For the record, there are unfortunately some things that you can readily do with film, but cannot do well with digital, such as long exposure photography. When doing "deep sky" or wide sky astronomical photography (like those beautiful pictures of galaxies and nebula), it is imperative that you collect a lot of light which requires the shutter to be open for minutes if not hours. At that length of exposure, electronic noise effects from the CCD/CMOS chips in digital cameras easily ruin the image. Post processing efforts must be employed, and even then, it is just not the same as film.

Of course, this will all be dealt with in Digital Photography 2.0.

Nigel --

As always, your post is highly entertaining.
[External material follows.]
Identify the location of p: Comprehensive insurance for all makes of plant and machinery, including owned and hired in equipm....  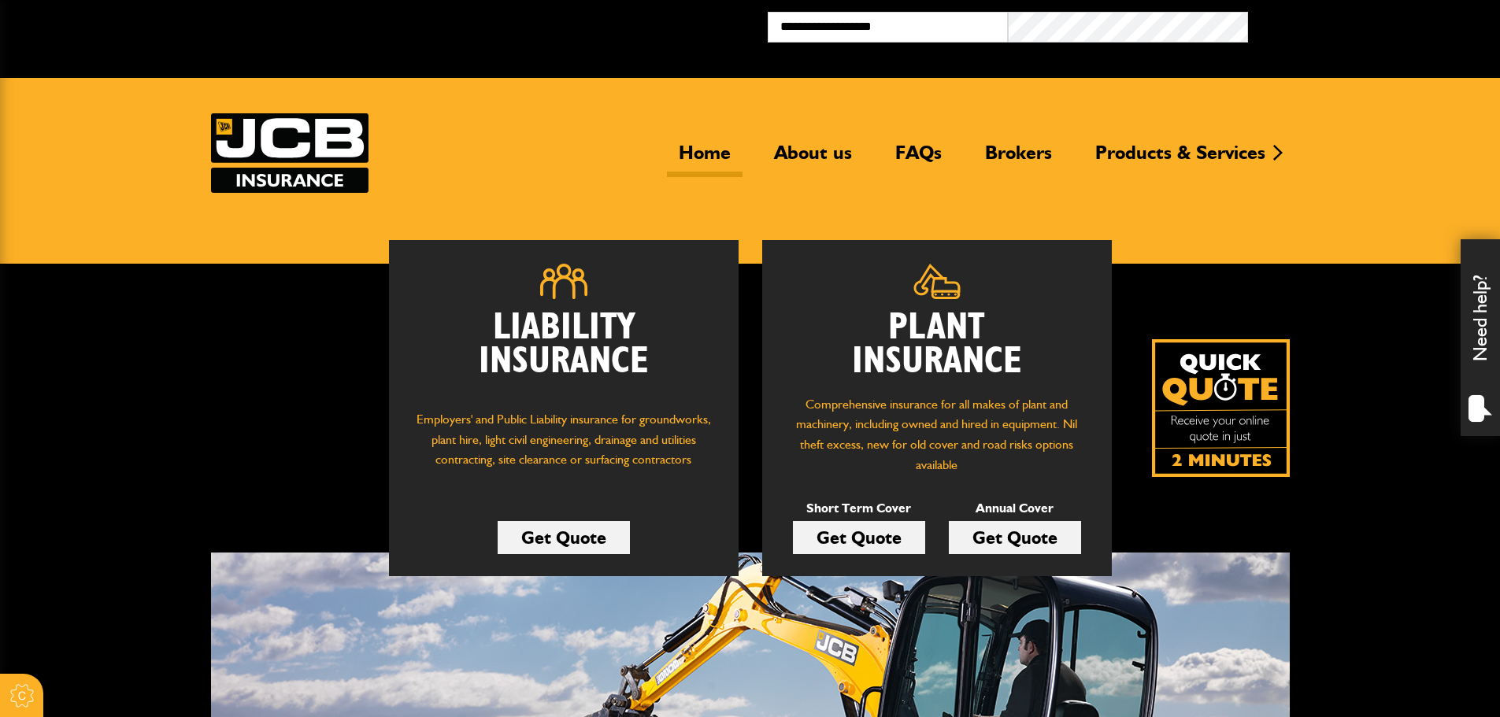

Lesseee.... I didn't make an "all or nothing" argument; instead I clearly and consciously said that the photo market would almost certainly transition mostly to digital -- but that there would inevitably be a film component left. Hence my point that film would be art snobs and people who like stereos with vaccuum tubes.

With respect to Kodak, I'm sure that the company continues to shed jobs, lost over a billion last quarter, and has nine out of ten analysts rating it at hold or lower are all contrarian pluses.

Paul,

I always strive for entertaining. I recognize that you were not making an all or nothing argument. My point is that comparing digital cameras to film cameras is the wrong comparison. The comparison should be digitial cameras to film - the purchase of a digital camera is in fact the purchase of about 50,000 digital pictures. The purchase of a roll of film is the purchase of 36 (or 24,or other numbers depending on format) pictures.

With respect to Kodak, I am not arguing the investment merits of the company. I am simply pointing out that a player in the film market, one with less than 50% market share, is still selling an economically interesting amount of film products. My understanding (which could be quite wrong) is that the losses at Kodak are stemming from the digital side - Kodak is unable to keep up with the cost improvements that are normal in the electronics industry.

Hmmm, I had posted a response to John K's post but it appears to have disappeared. I got sent to a page that said my comment would be added after moderation: is that because of your comment spam filter? I thought Paul had enabled a new comment moderation feature on all comments but that doesn't appear to be the case as I commented on another post with no moderation. Looks like this blog is back to eating comments.

In response to Nigel, most people will never use up those 50K digital pictures and I doubt Kodak's problem is mainly on the digital side of their product line.